Fr. Tony’s Mid-week Message
January 29, 2014
Real Presence
A few months back during the Monday evening Men’s group, one parishioner
raised the question for all to discuss: “What does the Eucharist Mean to
Me? How is it that God Comes to Me in
the Bread and Wine?” The discussion was
very personal, with no one taking notes or judging anyone else, just as our
discussions in Church ought to be always.
Some said they believed in the real presence of Christ in Eucharistic elements, the consecrated bread and
wine. Others said they sensed the real
presence of Jesus in the Eucharistic celebration,
in the sharing of this memorial meal ordained by our Lord before his death.
Some said they sensed Jesus’ presence in the gathering of the faithful itself,
the body of Christ in the world.
I myself see
Christ in all of these and do not see them as mutually exclusive. I see real wisdom in the words of the
young Elizabeth I, who affirmed her faith in the Real Presence in the elements while
ambiguously declining to over-define the matter. When queried under threat of possible torture
or death as a Protestant heretic by Queen Mary’s inquisitors about her belief
regarding the Eucharistic elements, Elizabeth is said to have replied with an affirmation that was later memorialized by John Donne in this quatrain:
Christ was the word that spake it.
He took the bread and break it;
And what his words did make it
That I believe and take it.
He took the bread and break it;
And what his words did make it
That I believe and take it.
Salvador Dali, Sacrament of the Last Supper
“What his words did make it,” of course, refers to Jesus’ words of
institution at the Last Supper, “This is my body, this is my blood.” Elizabeth affirmed the real presence while implicitly rejecting receptionism,
the belief that the bread and wine remain merely bread and wine but with added symbolism and meaning attributed to them by those
consuming them. But she also declined to endorse either transubstantiation,
the Roman doctrine of the miraculous substitution
of the elements’ character as bread and wine with that of the Body and Blood of
our Lord, despite visible appearances, or the more Lutheran doctrine of consubstantiation, or the adding of Christ’s Body and Blood to the
elements’ character as bread and wine.
We Anglicans, like the Elizabeth and the Eastern Orthodox, have been
content to leave the matter undefined, and simply trust Jesus’ words, that the
Bread and Wine of Eucharist are indeed somehow the Body and Blood of
Christ.
But there is perhaps a larger issue at stake when we talk about Real
Presence. Franciscan friar Richard Rohr
writes the following:
“The Eucharistic body and blood of Christ is a place we must come to again and again to find our own face, to find our deepest name, and our absolute identity in God. It takes years for this to sink in. It is too big a truth for any one moment, too grand and wonderful for our small hearts and minds. So we keep eating this mystery that is simultaneously the joy of God and the suffering of God packed into one meal. (Some have seen the body/bread as eating the joy and the blood/wine as drinking the suffering.) All we can really do is to be present ourselves, because we cannot ever rationally understand this. Presence cannot really be explained. When the two presences meet, Jesus and the soul, then we have what Catholics brilliantly call “the Real Presence.” We did maintain the objective end of the presence from God’s side rather well, but we seldom taught people the subjective way of how to be present themselves! Presence is a relational concept, and both sides must be there, or there is no real presence.”
May we all be present, truly present, when we come to the altar rail to
partake the Body and Blood of our Lord.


Your instructions -> Where an entry contains an image, leave the image out; restate everything else exactly.
^^^^
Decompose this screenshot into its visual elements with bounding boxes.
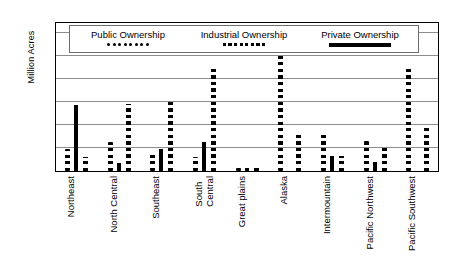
bar-private — [245, 168, 249, 171]
bar-industrial — [126, 104, 131, 171]
bar-public — [236, 168, 241, 171]
legend-label-private: Private Ownership — [321, 30, 399, 40]
bar-public — [364, 141, 369, 171]
bar-industrial — [296, 135, 301, 171]
bar-industrial — [168, 99, 173, 171]
bar-public — [406, 67, 411, 171]
x-tick-label: Great plains — [237, 176, 248, 227]
bar-public — [150, 154, 155, 171]
legend-item-industrial: Industrial Ownership — [186, 26, 302, 52]
bar-private — [330, 156, 334, 171]
bar-industrial — [254, 166, 259, 171]
chart-legend: Public Ownership Industrial Ownership Pr… — [69, 25, 419, 53]
bar-industrial — [211, 69, 216, 171]
x-tick-label: South Central — [194, 176, 215, 207]
x-tick-label: Pacific Southwest — [407, 176, 418, 251]
legend-item-public: Public Ownership — [70, 26, 186, 52]
legend-label-industrial: Industrial Ownership — [201, 30, 288, 40]
x-tick-label: Intermountain — [322, 176, 333, 234]
bar-industrial — [83, 157, 88, 171]
bar-public — [108, 142, 113, 171]
bar-private — [117, 163, 121, 171]
x-tick-label: Pacific Northwest — [365, 176, 376, 249]
bar-private — [202, 142, 206, 171]
bar-industrial — [382, 148, 387, 171]
legend-item-private: Private Ownership — [302, 26, 418, 52]
bar-public — [193, 157, 198, 171]
x-tick-label: Northeast — [66, 176, 77, 217]
bar-private — [74, 105, 78, 171]
solid-bar-icon — [329, 42, 391, 48]
bar-public — [278, 53, 283, 171]
x-tick-label: Alaska — [279, 176, 290, 205]
bar-industrial — [424, 128, 429, 171]
chart-root: Million Acres 120 100 80 60 40 20 Public… — [0, 0, 456, 271]
legend-label-public: Public Ownership — [91, 30, 165, 40]
square-dots-icon — [223, 42, 265, 48]
bar-industrial — [339, 156, 344, 171]
x-axis-tick-labels: NortheastNorth CentralSoutheastSouth Cen… — [55, 176, 439, 271]
bar-private — [373, 162, 377, 171]
x-tick-label: North Central — [109, 176, 120, 233]
bar-public — [65, 149, 70, 171]
y-axis-title: Million Acres — [26, 2, 36, 112]
bar-public — [321, 133, 326, 171]
bar-private — [159, 149, 163, 171]
x-tick-label: Southeast — [151, 176, 162, 219]
round-dots-icon — [107, 42, 149, 48]
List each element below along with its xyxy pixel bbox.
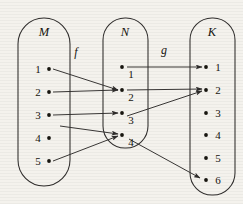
set-ovals-group bbox=[18, 18, 235, 195]
mapping-arrow-m2-to-n2 bbox=[53, 90, 118, 92]
mapping-arrow-n2-to-k2 bbox=[127, 89, 202, 90]
element-label-m-4: 4 bbox=[35, 132, 41, 144]
element-label-m-3: 3 bbox=[35, 109, 41, 121]
function-composition-diagram: M12345N1234K123456fg bbox=[0, 0, 243, 204]
element-dot-n-2 bbox=[120, 88, 124, 92]
diagram-canvas: M12345N1234K123456fg bbox=[0, 0, 243, 204]
element-dot-n-3 bbox=[120, 111, 124, 115]
element-dot-n-1 bbox=[120, 65, 124, 69]
mapping-arrow-m3-to-n3 bbox=[53, 113, 118, 115]
set-label-k: K bbox=[207, 25, 217, 39]
element-dot-k-6 bbox=[204, 178, 208, 182]
element-label-k-4: 4 bbox=[215, 129, 221, 141]
element-label-k-5: 5 bbox=[215, 152, 221, 164]
element-label-n-2: 2 bbox=[128, 91, 134, 103]
element-label-n-4: 4 bbox=[128, 136, 134, 148]
element-label-k-1: 1 bbox=[215, 61, 221, 73]
set-label-m: M bbox=[38, 25, 50, 39]
element-label-m-1: 1 bbox=[35, 63, 41, 75]
element-label-n-1: 1 bbox=[128, 68, 134, 80]
function-label-g: g bbox=[161, 43, 167, 57]
element-dot-n-4 bbox=[120, 133, 124, 137]
element-label-n-3: 3 bbox=[128, 114, 134, 126]
mapping-arrow-m1-to-n2 bbox=[53, 69, 118, 90]
set-oval-m bbox=[18, 18, 70, 186]
element-label-m-5: 5 bbox=[35, 155, 41, 167]
element-dot-k-1 bbox=[204, 65, 208, 69]
diagram-labels-group: M12345N1234K123456fg bbox=[35, 25, 221, 186]
element-label-k-3: 3 bbox=[215, 107, 221, 119]
mapping-arrow-n3-to-k2 bbox=[127, 91, 202, 116]
element-dot-m-1 bbox=[47, 67, 51, 71]
mapping-arrow-m4-to-n4 bbox=[60, 126, 118, 134]
element-dot-m-5 bbox=[47, 159, 51, 163]
element-label-k-2: 2 bbox=[215, 84, 221, 96]
element-label-k-6: 6 bbox=[215, 174, 221, 186]
element-dot-m-4 bbox=[47, 136, 51, 140]
element-label-m-2: 2 bbox=[35, 86, 41, 98]
element-dot-k-4 bbox=[204, 133, 208, 137]
mapping-arrow-n4-to-k6 bbox=[129, 139, 200, 178]
element-dot-m-2 bbox=[47, 90, 51, 94]
mapping-arrow-m5-to-n4 bbox=[53, 136, 118, 161]
element-dot-k-3 bbox=[204, 111, 208, 115]
set-label-n: N bbox=[120, 25, 130, 39]
element-dot-k-5 bbox=[204, 156, 208, 160]
element-dot-k-2 bbox=[204, 88, 208, 92]
function-label-f: f bbox=[74, 45, 79, 59]
element-dot-m-3 bbox=[47, 113, 51, 117]
set-oval-k bbox=[190, 18, 235, 195]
^^^^
Result of the task ->
Decompose this screenshot into its visual elements with bounding boxes.
bar-private — [245, 168, 249, 171]
bar-industrial — [126, 104, 131, 171]
bar-public — [236, 168, 241, 171]
legend-label-private: Private Ownership — [321, 30, 399, 40]
bar-public — [364, 141, 369, 171]
bar-industrial — [296, 135, 301, 171]
bar-industrial — [168, 99, 173, 171]
bar-public — [406, 67, 411, 171]
x-tick-label: Great plains — [237, 176, 248, 227]
bar-public — [150, 154, 155, 171]
legend-item-industrial: Industrial Ownership — [186, 26, 302, 52]
bar-private — [330, 156, 334, 171]
bar-industrial — [254, 166, 259, 171]
chart-legend: Public Ownership Industrial Ownership Pr… — [69, 25, 419, 53]
bar-industrial — [211, 69, 216, 171]
x-tick-label: South Central — [194, 176, 215, 207]
x-tick-label: Pacific Southwest — [407, 176, 418, 251]
legend-item-public: Public Ownership — [70, 26, 186, 52]
legend-label-industrial: Industrial Ownership — [201, 30, 288, 40]
x-tick-label: Intermountain — [322, 176, 333, 234]
bar-industrial — [83, 157, 88, 171]
bar-public — [108, 142, 113, 171]
bar-private — [117, 163, 121, 171]
x-tick-label: Pacific Northwest — [365, 176, 376, 249]
bar-private — [202, 142, 206, 171]
bar-industrial — [382, 148, 387, 171]
legend-item-private: Private Ownership — [302, 26, 418, 52]
bar-public — [193, 157, 198, 171]
x-tick-label: Northeast — [66, 176, 77, 217]
bar-private — [74, 105, 78, 171]
solid-bar-icon — [329, 42, 391, 48]
bar-public — [278, 53, 283, 171]
x-tick-label: Alaska — [279, 176, 290, 205]
bar-industrial — [424, 128, 429, 171]
chart-root: Million Acres 120 100 80 60 40 20 Public… — [0, 0, 456, 271]
legend-label-public: Public Ownership — [91, 30, 165, 40]
square-dots-icon — [223, 42, 265, 48]
bar-industrial — [339, 156, 344, 171]
x-axis-tick-labels: NortheastNorth CentralSoutheastSouth Cen… — [55, 176, 439, 271]
bar-private — [373, 162, 377, 171]
x-tick-label: North Central — [109, 176, 120, 233]
bar-public — [65, 149, 70, 171]
y-axis-title: Million Acres — [26, 2, 36, 112]
bar-public — [321, 133, 326, 171]
bar-private — [159, 149, 163, 171]
x-tick-label: Southeast — [151, 176, 162, 219]
round-dots-icon — [107, 42, 149, 48]
List each element below along with its xyxy pixel bbox.
set-ovals-group bbox=[18, 18, 235, 195]
mapping-arrow-m2-to-n2 bbox=[53, 90, 118, 92]
mapping-arrow-n2-to-k2 bbox=[127, 89, 202, 90]
element-label-m-4: 4 bbox=[35, 132, 41, 144]
element-label-m-3: 3 bbox=[35, 109, 41, 121]
function-composition-diagram: M12345N1234K123456fg bbox=[0, 0, 243, 204]
element-dot-n-2 bbox=[120, 88, 124, 92]
diagram-canvas: M12345N1234K123456fg bbox=[0, 0, 243, 204]
element-dot-n-3 bbox=[120, 111, 124, 115]
element-dot-n-1 bbox=[120, 65, 124, 69]
mapping-arrow-m3-to-n3 bbox=[53, 113, 118, 115]
set-label-k: K bbox=[207, 25, 217, 39]
element-dot-k-6 bbox=[204, 178, 208, 182]
element-label-k-4: 4 bbox=[215, 129, 221, 141]
element-label-k-5: 5 bbox=[215, 152, 221, 164]
element-label-n-2: 2 bbox=[128, 91, 134, 103]
element-label-n-4: 4 bbox=[128, 136, 134, 148]
element-label-k-1: 1 bbox=[215, 61, 221, 73]
set-label-m: M bbox=[38, 25, 50, 39]
element-label-m-1: 1 bbox=[35, 63, 41, 75]
element-label-n-1: 1 bbox=[128, 68, 134, 80]
function-label-g: g bbox=[161, 43, 167, 57]
element-dot-n-4 bbox=[120, 133, 124, 137]
element-label-n-3: 3 bbox=[128, 114, 134, 126]
mapping-arrow-m1-to-n2 bbox=[53, 69, 118, 90]
set-oval-m bbox=[18, 18, 70, 186]
element-label-m-5: 5 bbox=[35, 155, 41, 167]
element-dot-k-1 bbox=[204, 65, 208, 69]
diagram-labels-group: M12345N1234K123456fg bbox=[35, 25, 221, 186]
element-label-k-3: 3 bbox=[215, 107, 221, 119]
mapping-arrow-n3-to-k2 bbox=[127, 91, 202, 116]
element-dot-m-1 bbox=[47, 67, 51, 71]
mapping-arrow-m4-to-n4 bbox=[60, 126, 118, 134]
element-dot-m-5 bbox=[47, 159, 51, 163]
element-label-k-2: 2 bbox=[215, 84, 221, 96]
element-label-k-6: 6 bbox=[215, 174, 221, 186]
element-dot-m-4 bbox=[47, 136, 51, 140]
element-label-m-2: 2 bbox=[35, 86, 41, 98]
element-dot-k-4 bbox=[204, 133, 208, 137]
mapping-arrow-n4-to-k6 bbox=[129, 139, 200, 178]
element-dot-m-2 bbox=[47, 90, 51, 94]
mapping-arrow-m5-to-n4 bbox=[53, 136, 118, 161]
element-dot-k-3 bbox=[204, 111, 208, 115]
set-label-n: N bbox=[120, 25, 130, 39]
element-dot-k-5 bbox=[204, 156, 208, 160]
element-dot-k-2 bbox=[204, 88, 208, 92]
function-label-f: f bbox=[74, 45, 79, 59]
element-dot-m-3 bbox=[47, 113, 51, 117]
set-oval-k bbox=[190, 18, 235, 195]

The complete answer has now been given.